The Switzerland postcard
Lucerne is small, lake-side, mountain-ringed, and absurdly photogenic. Two nights here is a chance to breathe after Paris before heading east to Prague.
Pace notes
- The Old Town is flat and walkable.
- Mountain trips (Pilatus, Rigi) are all-day commitments — pick one and weather-permit.
- Switzerland is expensive — €15 sandwiches are normal. Plan for one nicer dinner per day and lunch from a grocery (Migros, Coop) the rest.
Language
Swiss German is what locals speak; standard German is what's written on signs, menus, and used in formal speech. Most Lucerners working in tourism speak excellent English. Swiss Germans are proud of their dialect — but they'll always understand standard German if you try it.
The distinctive Swiss greeting:
- Grüezi (GREW-tsi) — Hello (the Swiss German one — try this first)
- Grüezi mitenand (…mit-uh-NAND) — Hello, everyone (when you walk into a shop)
- Guten Tag (GOO-ten tahk) — Hello (standard German, works fine)
- Danke / Merci vielmal (DAHN-keh / MER-see feel-mahl) — Thanks / many thanks (the Swiss really do borrow merci from French and use it constantly)
- Bitte (BIT-tuh) — Please / you're welcome
- Entschuldigung (ent-SHOOL-di-goong) — Excuse me / sorry
- Wo ist die Toilette? (voh ist dee toy-LET-eh?) — Where's the bathroom?
- Sprechen Sie Englisch? (SHPREH-khen zee ENG-lish?) — Do you speak English?
- Auf Wiedersehen (owf VEE-der-zayn) — Goodbye (formal)
- Tschüss (chewss) — Bye (casual)
Switzerland has four national languages — German, French, Italian, Romansh. Lucerne is firmly in the German-speaking zone, but a 90-minute train ride west and you're hearing French.
Food & specialties
Swiss food is alpine farmhouse cooking dressed up for cafés: cheese, potatoes, bread, dried meat, and chocolate that takes itself seriously. Lucerne specifically has a few signature dishes:
- Lucerne Chügelipastete — the city's own specialty. A flaky puff-pastry case filled with a creamy white sauce of veal, mushrooms, and sometimes raisins. Renaissance banquet food, still on traditional menus around the Reuss.
- Älplermagronen — "Alpine macaroni": pasta, potato, cream, melted cheese, and crispy fried onions, with a side of applesauce. Old shepherd food; deeply comforting.
- Rösti — a golden hash-brown cake of grated potatoes, pan-fried in butter. Served as a side with almost anything, or as a meal topped with a fried egg.
- Raclette — a half-wheel of cheese melted under heat and scraped onto boiled potatoes, pickles, and tiny onions. Communal, slow, perfect on a cold mountain evening.
- Fondue — Moitié-moitié is the classic: half Gruyère, half Vacherin Fribourgeois melted with white wine and garlic. (The wine cooks off; non-drinkers can absolutely partake.) Long forks, cubed bread, don't lose your piece in the pot.
- Bündnerfleisch — air-dried beef from neighbouring Graubünden, sliced paper-thin. Common starter or a hiking snack.
- Birchermüsli — invented by Zurich physician Dr. Bircher-Benner around 1900 as a hospital health food. Raw rolled oats, grated apple, lemon, condensed milk, nuts. Now a Swiss breakfast staple.
- Chocolate — Switzerland industrialized milk chocolate (Daniel Peter, 1875) and invented conching (Rodolphe Lindt, 1879), the slow stirring that makes chocolate smooth instead of gritty. Lindt, Sprüngli, Toblerone, Cailler are all Swiss.
Eat your big meal at lunch — a Tagesmenü (daily menu) at a real restaurant is often half the price of the same dish at dinner.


* Your instructions
Find the lines of the records in which the word "become" appears and report how many there are, as a number alone.

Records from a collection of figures
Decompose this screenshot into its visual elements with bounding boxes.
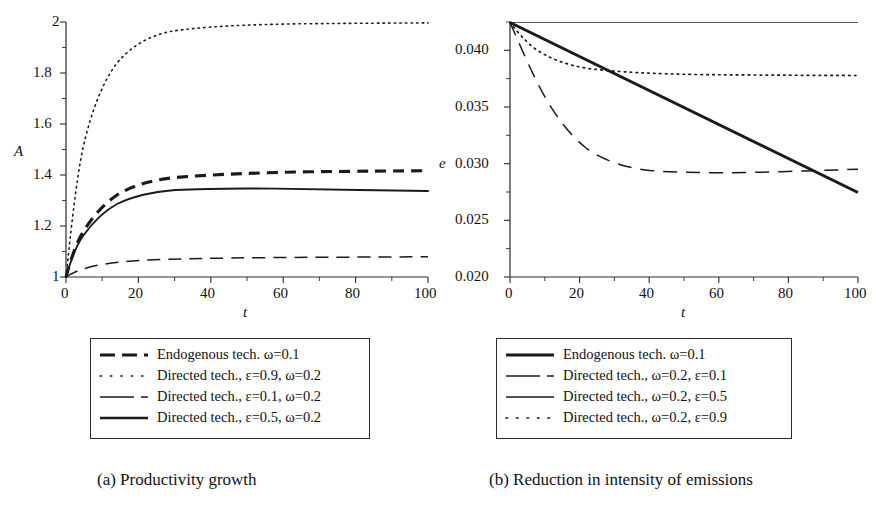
x-tick-a-3: 60: [273, 285, 288, 302]
legend-key-thick-solid-icon: [504, 348, 556, 362]
x-tick-a-4: 80: [345, 285, 360, 302]
legend-item[interactable]: Directed tech., ω=0.2, ε=0.5: [504, 386, 782, 407]
legend-item[interactable]: Directed tech., ε=0.9, ω=0.2: [98, 365, 360, 386]
legend-key-dotted-icon: [504, 411, 556, 425]
y-tick-b-1: 0.025: [455, 211, 489, 228]
legend-label: Directed tech., ε=0.5, ω=0.2: [157, 409, 321, 426]
y-minor-ticks-b: [506, 22, 510, 249]
y-tick-b-4: 0.040: [455, 41, 489, 58]
y-tick-b-3: 0.035: [455, 98, 489, 115]
y-axis-label-a: A: [14, 143, 23, 160]
x-tick-b-5: 100: [844, 285, 867, 302]
legend-key-long-dashed-icon: [504, 369, 556, 383]
x-tick-a-2: 40: [200, 285, 215, 302]
x-tick-b-0: 0: [505, 285, 513, 302]
plot-b-canvas: [438, 0, 876, 320]
y-tick-a-1: 1.8: [33, 64, 52, 81]
series-b-endogenous: [510, 23, 858, 193]
series-b-directed-eps01: [510, 23, 858, 173]
legend-key-dotted-icon: [98, 369, 150, 383]
figure-root: 2 1.8 1.6 1.4 1.2 1 A 0 20 40 60 80 100 …: [0, 0, 876, 526]
legend-label: Directed tech., ω=0.2, ε=0.1: [563, 367, 727, 384]
x-axis-label-a: t: [243, 304, 247, 321]
series-a-directed-eps01: [66, 257, 428, 277]
legend-key-long-dashed-icon: [98, 390, 150, 404]
legend-item[interactable]: Endogenous tech. ω=0.1: [504, 344, 782, 365]
panel-emissions-intensity: 0.040 0.035 0.030 0.025 0.020 e 0 20 40 …: [438, 0, 876, 526]
legend-panel-b: Endogenous tech. ω=0.1 Directed tech., ω…: [496, 338, 792, 439]
y-axis-label-b: e: [439, 155, 446, 172]
caption-panel-a: (a) Productivity growth: [97, 470, 257, 490]
y-tick-a-0: 2: [52, 13, 60, 30]
legend-item[interactable]: Directed tech., ω=0.2, ε=0.1: [504, 365, 782, 386]
legend-key-thick-dashed-icon: [98, 348, 150, 362]
legend-item[interactable]: Directed tech., ε=0.1, ω=0.2: [98, 386, 360, 407]
x-tick-b-3: 60: [709, 285, 724, 302]
y-tick-a-3: 1.4: [33, 166, 52, 183]
legend-panel-a: Endogenous tech. ω=0.1 Directed tech., ε…: [90, 338, 370, 439]
x-tick-a-0: 0: [61, 285, 69, 302]
legend-label: Directed tech., ω=0.2, ε=0.5: [563, 388, 727, 405]
caption-panel-b: (b) Reduction in intensity of emissions: [489, 470, 753, 490]
y-ticks-b: [504, 50, 510, 277]
x-axis-label-b: t: [681, 304, 685, 321]
y-tick-b-0: 0.020: [455, 268, 489, 285]
legend-item[interactable]: Directed tech., ε=0.5, ω=0.2: [98, 407, 360, 428]
legend-key-solid-icon: [98, 411, 150, 425]
series-a-directed-eps09: [66, 23, 428, 277]
x-tick-b-2: 40: [639, 285, 654, 302]
x-tick-b-4: 80: [778, 285, 793, 302]
legend-label: Directed tech., ε=0.1, ω=0.2: [157, 388, 321, 405]
series-a-directed-eps05: [66, 188, 428, 277]
panel-productivity-growth: 2 1.8 1.6 1.4 1.2 1 A 0 20 40 60 80 100 …: [0, 0, 438, 526]
plot-a-canvas: [0, 0, 438, 320]
legend-label: Endogenous tech. ω=0.1: [563, 346, 706, 363]
legend-key-thin-solid-icon: [504, 390, 556, 404]
legend-item[interactable]: Endogenous tech. ω=0.1: [98, 344, 360, 365]
y-tick-a-4: 1.2: [33, 217, 52, 234]
y-tick-a-2: 1.6: [33, 115, 52, 132]
x-tick-a-1: 20: [128, 285, 143, 302]
series-a-endogenous: [66, 171, 428, 277]
y-tick-b-2: 0.030: [455, 155, 489, 172]
x-tick-b-1: 20: [569, 285, 584, 302]
legend-label: Directed tech., ε=0.9, ω=0.2: [157, 367, 321, 384]
x-tick-a-5: 100: [414, 285, 437, 302]
y-tick-a-5: 1: [52, 268, 60, 285]
legend-item[interactable]: Directed tech., ω=0.2, ε=0.9: [504, 407, 782, 428]
legend-label: Endogenous tech. ω=0.1: [157, 346, 300, 363]
legend-label: Directed tech., ω=0.2, ε=0.9: [563, 409, 727, 426]
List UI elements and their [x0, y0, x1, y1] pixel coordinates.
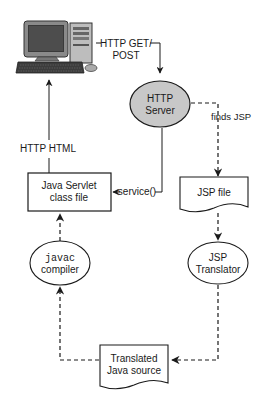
edge-finds-jsp: finds JSP	[191, 103, 251, 176]
javac-line2: compiler	[41, 264, 79, 275]
request-label-line1: HTTP GET/	[100, 38, 152, 49]
edge-request: HTTP GET/ POST	[96, 38, 160, 73]
edge-response: HTTP HTML	[20, 80, 76, 173]
javac-line1: javac	[45, 253, 75, 264]
computer-icon	[16, 21, 97, 73]
edge-translator-to-source	[172, 285, 218, 360]
diagram-canvas: HTTP GET/ POST HTTP Server finds JSP ser…	[0, 0, 263, 408]
service-label: service()	[118, 186, 156, 197]
request-label-line2: POST	[112, 50, 139, 61]
http-server-line2: Server	[145, 105, 175, 116]
finds-jsp-label: finds JSP	[211, 111, 251, 122]
translated-source-node: Translated Java source	[100, 345, 168, 389]
servlet-class-node: Java Servlet class file	[28, 173, 111, 211]
http-server-node: HTTP Server	[130, 81, 190, 127]
servlet-class-line1: Java Servlet	[41, 180, 96, 191]
response-label: HTTP HTML	[20, 143, 76, 154]
jsp-translator-line1: JSP	[209, 252, 228, 263]
translated-source-line1: Translated	[111, 353, 158, 364]
jsp-file-label: JSP file	[197, 187, 231, 198]
translated-source-line2: Java source	[107, 365, 161, 376]
jsp-translator-line2: Translator	[196, 264, 241, 275]
edge-source-to-javac	[60, 287, 99, 360]
servlet-class-line2: class file	[50, 192, 89, 203]
jsp-file-node: JSP file	[180, 177, 248, 212]
javac-compiler-node: javac compiler	[30, 241, 90, 285]
jsp-translator-node: JSP Translator	[188, 242, 248, 284]
http-server-line1: HTTP	[147, 93, 173, 104]
edge-service: service()	[113, 128, 162, 197]
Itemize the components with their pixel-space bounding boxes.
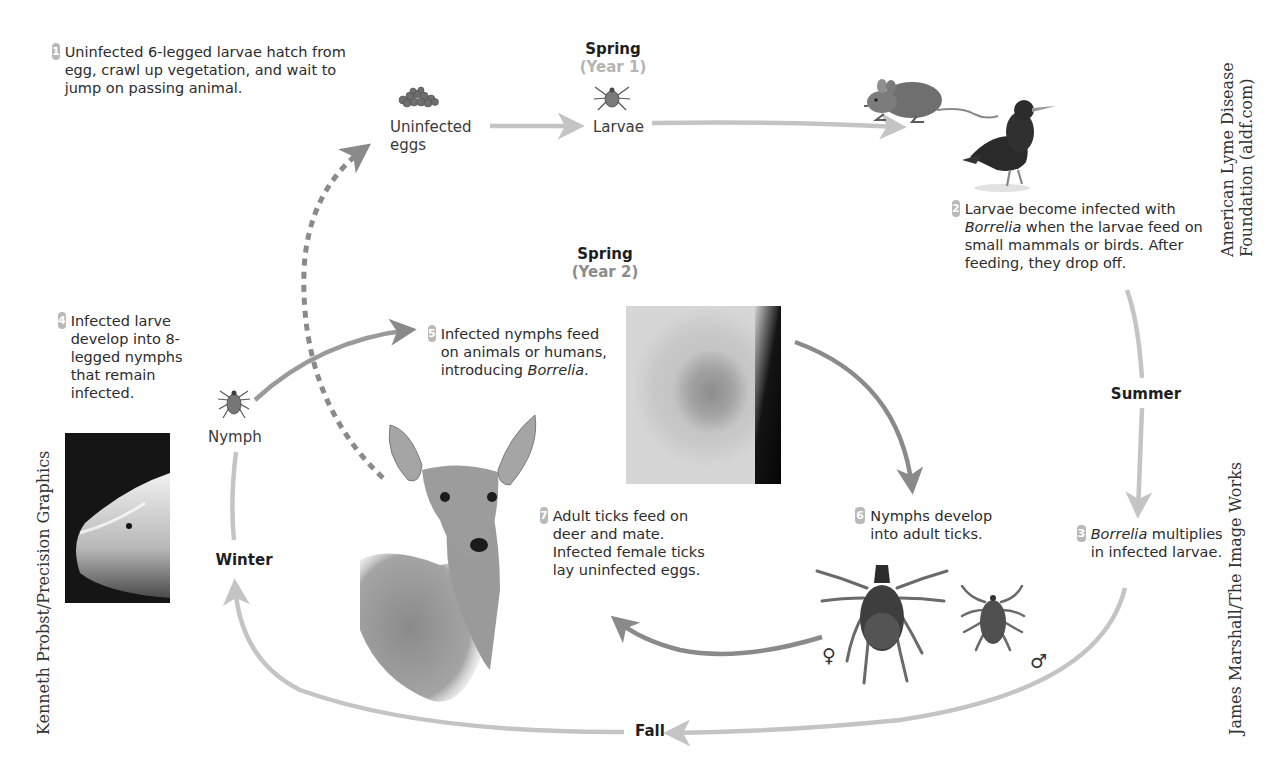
credit-kenneth-probst: Kenneth Probst/Precision Graphics xyxy=(34,451,53,735)
larva-icon xyxy=(592,83,632,115)
step-5-text: Infected nymphs feed on animals or human… xyxy=(441,325,608,379)
finger-image xyxy=(65,433,170,603)
step-4: 4 Infected larve develop into 8-legged n… xyxy=(58,312,208,402)
spring2-year: (Year 2) xyxy=(555,263,655,281)
arrow-step5-to-step6 xyxy=(795,342,912,488)
step-6-badge: 6 xyxy=(855,507,865,524)
step-5-text-post: . xyxy=(584,362,589,378)
rash-photo-shadow xyxy=(755,306,781,484)
step-7-text: Adult ticks feed on deer and mate. Infec… xyxy=(553,507,715,579)
step-4-badge: 4 xyxy=(58,312,66,329)
spring1-label: Spring xyxy=(578,40,648,58)
step-2-text: Larvae become infected with Borrelia whe… xyxy=(965,200,1207,272)
nymph-label: Nymph xyxy=(208,428,262,446)
arrow-step6-to-step7 xyxy=(616,620,822,654)
nymph-tick-icon xyxy=(216,385,252,421)
female-symbol: ♀ xyxy=(822,644,836,666)
step-1-text: Uninfected 6-legged larvae hatch from eg… xyxy=(65,43,372,97)
season-spring-year2: Spring (Year 2) xyxy=(555,245,655,281)
step-2-italic: Borrelia xyxy=(965,219,1022,235)
bullseye-rash-photo xyxy=(626,306,781,484)
step-6-text: Nymphs develop into adult ticks. xyxy=(870,507,1015,543)
step-7: 7 Adult ticks feed on deer and mate. Inf… xyxy=(540,507,715,579)
step-7-badge: 7 xyxy=(540,507,548,524)
adult-male-tick-icon xyxy=(958,580,1028,660)
step-5-italic: Borrelia xyxy=(527,362,584,378)
arrow-winter-to-nymph xyxy=(232,452,236,540)
eggs-label: Uninfected eggs xyxy=(390,118,472,154)
credit-aldf-line2: Foundation (aldf.com) xyxy=(1237,62,1256,257)
credit-aldf: American Lyme Disease Foundation (aldf.c… xyxy=(1218,62,1256,257)
step-3-italic: Borrelia xyxy=(1091,526,1148,542)
deer-icon xyxy=(350,410,555,710)
step-2: 2 Larvae become infected with Borrelia w… xyxy=(952,200,1207,272)
step-1-badge: 1 xyxy=(52,43,60,60)
season-summer: Summer xyxy=(1108,385,1184,403)
spring1-year: (Year 1) xyxy=(578,58,648,76)
male-symbol: ♂ xyxy=(1030,650,1047,672)
spring2-label: Spring xyxy=(555,245,655,263)
tick-on-finger-photo xyxy=(65,433,170,603)
step-3-text: Borrelia multiplies in infected larvae. xyxy=(1091,525,1227,561)
eggs-label-line2: eggs xyxy=(390,136,472,154)
step-3: 3 Borrelia multiplies in infected larvae… xyxy=(1077,525,1227,561)
step-3-badge: 3 xyxy=(1077,525,1086,542)
season-spring-year1: Spring (Year 1) xyxy=(578,40,648,76)
step-5: 5 Infected nymphs feed on animals or hum… xyxy=(428,325,608,379)
eggs-label-line1: Uninfected xyxy=(390,118,472,136)
step-4-text: Infected larve develop into 8-legged nym… xyxy=(71,312,208,402)
arrow-nymph-to-step5 xyxy=(255,330,410,400)
adult-female-tick-icon xyxy=(812,553,952,688)
step-5-badge: 5 xyxy=(428,325,436,342)
season-fall: Fall xyxy=(630,722,670,740)
larvae-label: Larvae xyxy=(593,118,644,136)
arrow-to-summer xyxy=(1127,290,1142,378)
step-2-badge: 2 xyxy=(952,200,960,217)
step-6: 6 Nymphs develop into adult ticks. xyxy=(855,507,1015,543)
credit-aldf-line1: American Lyme Disease xyxy=(1218,62,1237,257)
arrow-summer-to-step3 xyxy=(1138,408,1142,512)
credit-james-marshall: James Marshall/The Image Works xyxy=(1226,462,1245,735)
egg-cluster-icon xyxy=(395,86,441,110)
bird-icon xyxy=(962,92,1062,192)
step-2-text-pre: Larvae become infected with xyxy=(965,201,1176,217)
season-winter: Winter xyxy=(208,551,280,569)
step-1: 1 Uninfected 6-legged larvae hatch from … xyxy=(52,43,372,97)
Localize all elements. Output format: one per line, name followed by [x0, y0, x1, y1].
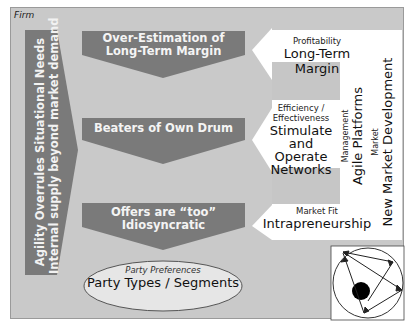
profitability-block: Profitability Long-Term Margin [264, 37, 370, 77]
network-core-dot [352, 282, 370, 300]
networks-label: Networks [262, 163, 340, 176]
chevron-line: Idiosyncratic [82, 219, 245, 232]
marketfit-block: Market Fit Intrapreneurship [262, 207, 372, 232]
chevron-beaters-label: Beaters of Own Drum [82, 122, 245, 135]
market-block: Market New Market Development [370, 52, 395, 232]
management-block: Management Agile Platforms [340, 76, 365, 196]
internal-supply-label: Internal supply beyond market demand [47, 30, 61, 274]
long-term-margin-label: Long-Term Margin [264, 47, 370, 77]
agile-platforms-label: Agile Platforms [351, 76, 365, 196]
agility-label: Agility Overrules Situational Needs [33, 30, 47, 274]
operate-label: Operate [262, 150, 340, 163]
chevron-overestimation-label: Over-Estimation of Long-Term Margin [82, 32, 245, 58]
intrapreneurship-label: Intrapreneurship [262, 217, 372, 232]
chevron-offers-label: Offers are “too” Idiosyncratic [82, 206, 245, 232]
stimulate-label: Stimulate and [262, 124, 340, 150]
left-arrow-text: Agility Overrules Situational Needs Inte… [33, 30, 61, 274]
chevron-line: Long-Term Margin [82, 45, 245, 58]
ellipse-text: Party Preferences Party Types / Segments [84, 266, 242, 291]
efficiency-block: Efficiency / Effectiveness Stimulate and… [262, 104, 340, 176]
party-types-label: Party Types / Segments [84, 276, 242, 291]
new-market-development-label: New Market Development [381, 52, 395, 232]
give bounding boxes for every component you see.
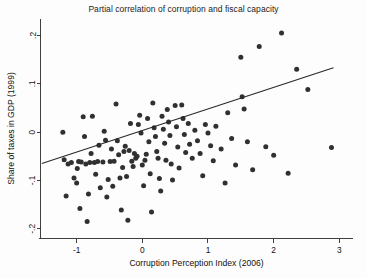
- data-point: [114, 102, 119, 107]
- data-point: [160, 114, 165, 119]
- data-point: [95, 159, 100, 164]
- data-point: [238, 55, 243, 60]
- data-point: [110, 184, 115, 189]
- data-point: [82, 134, 87, 139]
- data-point: [79, 160, 84, 165]
- data-point: [69, 160, 74, 165]
- data-point: [157, 176, 162, 181]
- data-point: [112, 159, 117, 164]
- data-point: [263, 144, 268, 149]
- data-point: [86, 192, 91, 197]
- data-point: [156, 156, 161, 161]
- data-point: [190, 156, 195, 161]
- data-point: [64, 193, 69, 198]
- data-point: [116, 152, 121, 157]
- y-tick-label: -.2: [27, 224, 37, 234]
- data-point: [177, 165, 182, 170]
- data-point: [90, 114, 95, 119]
- data-point: [167, 133, 172, 138]
- data-point: [245, 139, 250, 144]
- data-point: [187, 142, 192, 147]
- data-point: [195, 138, 200, 143]
- data-point: [98, 185, 103, 190]
- data-point: [135, 154, 140, 159]
- data-point: [174, 124, 179, 129]
- data-point: [102, 129, 107, 134]
- data-point: [271, 153, 276, 158]
- x-tick-label: 0: [140, 245, 145, 255]
- data-point: [286, 171, 291, 176]
- data-point: [77, 206, 82, 211]
- data-point: [104, 194, 109, 199]
- data-point: [85, 219, 90, 224]
- scatter-plot: -10123.2.10-.1-.2Corruption Perception I…: [0, 0, 367, 278]
- data-point: [158, 189, 163, 194]
- data-point: [175, 145, 180, 150]
- data-point: [208, 143, 213, 148]
- y-tick-label: 0: [27, 129, 37, 134]
- data-point: [62, 157, 67, 162]
- data-point: [294, 67, 299, 72]
- data-point: [305, 87, 310, 92]
- data-point: [127, 148, 132, 153]
- data-point: [100, 160, 105, 165]
- data-point: [200, 173, 205, 178]
- data-point: [87, 160, 92, 165]
- data-point: [146, 139, 151, 144]
- x-tick-label: 3: [337, 245, 342, 255]
- y-axis-title: Share of taxes in GDP (1999): [6, 72, 16, 185]
- axis-labels-group: -10123.2.10-.1-.2Corruption Perception I…: [6, 32, 342, 268]
- data-point: [121, 149, 126, 154]
- data-point: [131, 164, 136, 169]
- data-point: [183, 150, 188, 155]
- data-point: [198, 151, 203, 156]
- data-point: [137, 113, 142, 118]
- data-point: [250, 167, 255, 172]
- y-tick-label: .1: [28, 80, 38, 87]
- data-point: [203, 122, 208, 127]
- data-point: [279, 31, 284, 36]
- data-point: [205, 131, 210, 136]
- x-tick-label: -1: [73, 245, 81, 255]
- chart-figure: Partial correlation of corruption and fi…: [0, 0, 367, 278]
- data-point: [74, 180, 79, 185]
- data-point: [142, 158, 147, 163]
- data-point: [144, 152, 149, 157]
- data-points-group: [60, 31, 334, 225]
- data-point: [170, 177, 175, 182]
- data-point: [257, 44, 262, 49]
- data-point: [148, 171, 153, 176]
- data-point: [242, 106, 247, 111]
- data-point: [186, 121, 191, 126]
- x-tick-label: 2: [271, 245, 276, 255]
- data-point: [219, 147, 224, 152]
- data-point: [123, 144, 128, 149]
- data-point: [136, 122, 141, 127]
- data-point: [141, 183, 146, 188]
- data-point: [140, 163, 145, 168]
- data-point: [93, 172, 98, 177]
- data-point: [153, 134, 158, 139]
- data-point: [125, 218, 130, 223]
- regression-line-group: [42, 68, 334, 164]
- data-point: [329, 145, 334, 150]
- data-point: [165, 107, 170, 112]
- regression-line: [42, 68, 334, 164]
- data-point: [145, 116, 150, 121]
- data-point: [149, 209, 154, 214]
- x-tick-label: 1: [206, 245, 211, 255]
- data-point: [120, 165, 125, 170]
- data-point: [162, 141, 167, 146]
- data-point: [163, 158, 168, 163]
- data-point: [161, 127, 166, 132]
- data-point: [154, 149, 159, 154]
- data-point: [117, 176, 122, 181]
- data-point: [128, 121, 133, 126]
- data-point: [109, 147, 114, 152]
- data-point: [169, 162, 174, 167]
- data-point: [124, 174, 129, 179]
- y-tick-label: .2: [28, 32, 38, 39]
- data-point: [173, 103, 178, 108]
- data-point: [72, 176, 77, 181]
- data-point: [182, 132, 187, 137]
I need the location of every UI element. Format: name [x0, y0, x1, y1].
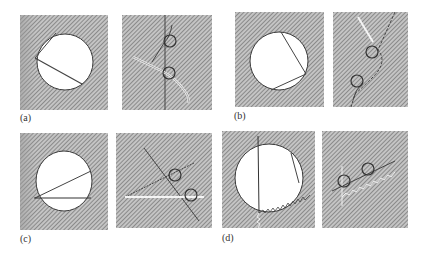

* Answer for the task
3